On a cool and cloudy Friday, here are some things going on:
From National Review, President-elect Trump gets ready for a confirmation war.
From FrontpageMag, Border Czar-designate Tom Homan has a tough message for Democrat governors who favor open borders.
From Townhall, former Speaker Pelosi (D-Cal) decides to run again in 2026.
From The Washington Free Beacon, Senator Katie Britt (R-AL) warns universities about antisemitism.
From the Washington Examiner, the good, the bad, and the ugly among Trump's nominees.
From The Federalist, America's adversaries don't want Senator Marco Rubio (R-FL) to become its next secretary of state. (This, of course, is precisely why Rubio should become secretary of state.)
From American Thinker, the problem with the government is not fraud, waste and abuse, but bureaucratic power. (I would somewhat disagree. Fraud, waste and abuse are still a problem, but power wielded by unelected bureaucrats is a bigger one.)
From MRCTV, co-host Whoopi Goldberg of The View joins the anti-Trump sex strike. (I liked her much better when she played Guinan, the host of Ten Forward on the Enterprise D.)
From The Times, police in the U.K. investigate a nine-year-old kid for calling a classmate a "retard". (When I was a Littlefoot, I was called "retard" and similar insults, and likewise insulted other kids, more times than I can remember. The story comes via MRCTV.)
From NewsBusters, CBS worries that the Palestinians are afraid of former Arkansas Governor Mike Huckabee (R), whom Trump picked to be ambassador to Israel. (As with the aforementioned Secretary Of State-designate Rubio, this is precisely why Huckabee is a good pick.)
From Canada Free Press, Prime Minister Justin Trudeau hides a list of suspected Nazi war criminals who immigrated to Canada after World War II. (Former Nazi rocket scientist Werner von Braun, who had a second career at NASA in the U.S., is unavailable for comment.)
From TeleSUR, Tropical Storm Sara makes landfall in northeastern Honduras.
From TCW Defending Freedom, the U.K.'s National Energy System Operator tells climate official Ed Miliband that his plans cannot work.
From Snouts in the Trough, will Chancellor of the Exchequer Rachel Reeve's destroy all of the U.K.'s pensions?
From EuroNews, over 200 students go into the streets of Turin, Italy for a "No Meloni Day" protest and injure 15 police officers.
From ReMix, the Polish government locks 28 bank accounts belonging to Sacred Heart Priests.
From Balkan Insight, Croatian Health Minister Vili Beroš is detained for alleged bribery and corruption.
From The North Africa Post, the Moroccan government exempts military industry investors from its corporate tax.
From The New Arab, today's date is Palestine's Independence Day.
From Gatestone Institute, the call to "globalize the intifada" was realized in Amsterdam.
From The Stream, encountering Marxism at your local public library.
From The Daily Signal, Trump can prevent endless wars by restoring deterrence.
From The American Conservative, for three Democratic Senators, how 2024 is a mirror to 2006, when they were first elected.
From The Western Journal, actor Sylvester Stallone calls Trump "the second George Washington". (I disagree. While Trump, like Washington, has been president of the United States, he has never been a surveyor, a horseman, a military leader, or a whiskey producer.)
From BizPac Review, recently imprisoned Trump alley Steve Bannon tells MSNBC host Rachel Maddow to "lawyer up".
From The Daily Wire, according to Senator Chuck Grassley (R-IA), FEMA acted "contrary" to its "taxpayer-supported mission" and owes Americans some answers.
From the Daily Caller, according to data from ICE, sanctuary cities freed tens of thousands of criminal illegal aliens during the Biden presidency.
From Breitbart, congresscritter Wiley Nickel (D-NC) calls for Democrats to set up a "shadow government" to oppose Trump, and suggests Senator-elect Adam Schiff for its "shadow" attorney general. (This, of course, would take the idea that "Schiff happens" to a whole new level.)
From Newsmax, according to JP Morgan Chase CEO Jamie Dimon, Wall Street bankers are "dancing in the street" over Trump's win.
And from the New York Post, dozens of new emojis will be available for your iphone in 2025, including one depicting the possibly non-existent beast whose name yours truly has appropriated.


INSTRUCTIONS FOR THE TASK>
Every single entry must be reproduced precisely.

[Records drawn from a dataset]
BEGIN

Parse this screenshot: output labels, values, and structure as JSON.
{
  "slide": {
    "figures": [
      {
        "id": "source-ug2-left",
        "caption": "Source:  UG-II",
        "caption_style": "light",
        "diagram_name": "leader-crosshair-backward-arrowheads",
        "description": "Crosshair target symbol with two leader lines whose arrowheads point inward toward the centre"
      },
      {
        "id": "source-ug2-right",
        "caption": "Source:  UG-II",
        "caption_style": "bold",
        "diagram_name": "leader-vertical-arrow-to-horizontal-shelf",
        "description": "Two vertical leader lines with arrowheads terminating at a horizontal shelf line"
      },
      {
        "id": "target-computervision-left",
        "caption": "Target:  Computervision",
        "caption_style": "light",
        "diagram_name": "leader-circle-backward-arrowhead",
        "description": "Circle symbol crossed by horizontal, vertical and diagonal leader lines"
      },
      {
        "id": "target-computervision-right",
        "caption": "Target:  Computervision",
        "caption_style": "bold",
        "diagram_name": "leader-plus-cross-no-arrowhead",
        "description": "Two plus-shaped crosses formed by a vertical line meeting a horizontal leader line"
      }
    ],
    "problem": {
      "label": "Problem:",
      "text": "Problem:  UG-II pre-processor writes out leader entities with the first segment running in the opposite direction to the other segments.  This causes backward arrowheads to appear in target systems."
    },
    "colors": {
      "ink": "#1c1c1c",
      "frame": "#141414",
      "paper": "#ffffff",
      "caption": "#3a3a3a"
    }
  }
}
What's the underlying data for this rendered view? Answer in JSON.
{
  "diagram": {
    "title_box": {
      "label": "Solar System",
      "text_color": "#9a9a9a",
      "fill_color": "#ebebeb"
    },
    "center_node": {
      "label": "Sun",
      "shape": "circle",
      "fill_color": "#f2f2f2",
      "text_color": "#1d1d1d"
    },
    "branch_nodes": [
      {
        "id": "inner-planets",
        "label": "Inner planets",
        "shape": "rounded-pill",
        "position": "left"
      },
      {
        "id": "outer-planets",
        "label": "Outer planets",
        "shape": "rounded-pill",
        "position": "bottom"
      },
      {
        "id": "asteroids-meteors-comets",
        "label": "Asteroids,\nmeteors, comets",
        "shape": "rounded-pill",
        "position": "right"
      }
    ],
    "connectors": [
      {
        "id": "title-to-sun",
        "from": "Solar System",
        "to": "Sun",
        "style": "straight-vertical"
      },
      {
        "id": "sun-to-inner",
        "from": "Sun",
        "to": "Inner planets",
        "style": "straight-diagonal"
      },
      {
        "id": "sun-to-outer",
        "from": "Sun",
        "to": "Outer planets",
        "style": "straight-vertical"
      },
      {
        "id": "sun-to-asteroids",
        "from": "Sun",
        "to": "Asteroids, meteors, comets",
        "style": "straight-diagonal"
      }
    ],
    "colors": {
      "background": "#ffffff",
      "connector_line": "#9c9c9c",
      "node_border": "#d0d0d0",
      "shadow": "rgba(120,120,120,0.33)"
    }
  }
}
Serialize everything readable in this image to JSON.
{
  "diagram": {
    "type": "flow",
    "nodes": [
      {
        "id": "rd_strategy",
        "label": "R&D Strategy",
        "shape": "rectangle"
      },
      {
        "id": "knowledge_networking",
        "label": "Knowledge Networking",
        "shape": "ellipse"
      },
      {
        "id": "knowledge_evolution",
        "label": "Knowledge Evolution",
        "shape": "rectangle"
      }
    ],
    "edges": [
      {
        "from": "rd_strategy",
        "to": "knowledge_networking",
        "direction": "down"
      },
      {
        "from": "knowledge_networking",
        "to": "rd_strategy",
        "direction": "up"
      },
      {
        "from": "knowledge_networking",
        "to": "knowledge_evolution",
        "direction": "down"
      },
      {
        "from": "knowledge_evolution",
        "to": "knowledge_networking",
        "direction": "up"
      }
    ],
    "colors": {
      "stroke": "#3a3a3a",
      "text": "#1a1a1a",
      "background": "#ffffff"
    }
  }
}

END

WRITTEN SOLUTION>
Parse this screenshot: output labels, values, and structure as JSON.
{
  "slide": {
    "figures": [
      {
        "id": "source-ug2-left",
        "caption": "Source:  UG-II",
        "caption_style": "light",
        "diagram_name": "leader-crosshair-backward-arrowheads",
        "description": "Crosshair target symbol with two leader lines whose arrowheads point inward toward the centre"
      },
      {
        "id": "source-ug2-right",
        "caption": "Source:  UG-II",
        "caption_style": "bold",
        "diagram_name": "leader-vertical-arrow-to-horizontal-shelf",
        "description": "Two vertical leader lines with arrowheads terminating at a horizontal shelf line"
      },
      {
        "id": "target-computervision-left",
        "caption": "Target:  Computervision",
        "caption_style": "light",
        "diagram_name": "leader-circle-backward-arrowhead",
        "description": "Circle symbol crossed by horizontal, vertical and diagonal leader lines"
      },
      {
        "id": "target-computervision-right",
        "caption": "Target:  Computervision",
        "caption_style": "bold",
        "diagram_name": "leader-plus-cross-no-arrowhead",
        "description": "Two plus-shaped crosses formed by a vertical line meeting a horizontal leader line"
      }
    ],
    "problem": {
      "label": "Problem:",
      "text": "Problem:  UG-II pre-processor writes out leader entities with the first segment running in the opposite direction to the other segments.  This causes backward arrowheads to appear in target systems."
    },
    "colors": {
      "ink": "#1c1c1c",
      "frame": "#141414",
      "paper": "#ffffff",
      "caption": "#3a3a3a"
    }
  }
}
What's the underlying data for this rendered view? Answer in JSON.
{
  "diagram": {
    "title_box": {
      "label": "Solar System",
      "text_color": "#9a9a9a",
      "fill_color": "#ebebeb"
    },
    "center_node": {
      "label": "Sun",
      "shape": "circle",
      "fill_color": "#f2f2f2",
      "text_color": "#1d1d1d"
    },
    "branch_nodes": [
      {
        "id": "inner-planets",
        "label": "Inner planets",
        "shape": "rounded-pill",
        "position": "left"
      },
      {
        "id": "outer-planets",
        "label": "Outer planets",
        "shape": "rounded-pill",
        "position": "bottom"
      },
      {
        "id": "asteroids-meteors-comets",
        "label": "Asteroids,\nmeteors, comets",
        "shape": "rounded-pill",
        "position": "right"
      }
    ],
    "connectors": [
      {
        "id": "title-to-sun",
        "from": "Solar System",
        "to": "Sun",
        "style": "straight-vertical"
      },
      {
        "id": "sun-to-inner",
        "from": "Sun",
        "to": "Inner planets",
        "style": "straight-diagonal"
      },
      {
        "id": "sun-to-outer",
        "from": "Sun",
        "to": "Outer planets",
        "style": "straight-vertical"
      },
      {
        "id": "sun-to-asteroids",
        "from": "Sun",
        "to": "Asteroids, meteors, comets",
        "style": "straight-diagonal"
      }
    ],
    "colors": {
      "background": "#ffffff",
      "connector_line": "#9c9c9c",
      "node_border": "#d0d0d0",
      "shadow": "rgba(120,120,120,0.33)"
    }
  }
}
Serialize everything readable in this image to JSON.
{
  "diagram": {
    "type": "flow",
    "nodes": [
      {
        "id": "rd_strategy",
        "label": "R&D Strategy",
        "shape": "rectangle"
      },
      {
        "id": "knowledge_networking",
        "label": "Knowledge Networking",
        "shape": "ellipse"
      },
      {
        "id": "knowledge_evolution",
        "label": "Knowledge Evolution",
        "shape": "rectangle"
      }
    ],
    "edges": [
      {
        "from": "rd_strategy",
        "to": "knowledge_networking",
        "direction": "down"
      },
      {
        "from": "knowledge_networking",
        "to": "rd_strategy",
        "direction": "up"
      },
      {
        "from": "knowledge_networking",
        "to": "knowledge_evolution",
        "direction": "down"
      },
      {
        "from": "knowledge_evolution",
        "to": "knowledge_networking",
        "direction": "up"
      }
    ],
    "colors": {
      "stroke": "#3a3a3a",
      "text": "#1a1a1a",
      "background": "#ffffff"
    }
  }
}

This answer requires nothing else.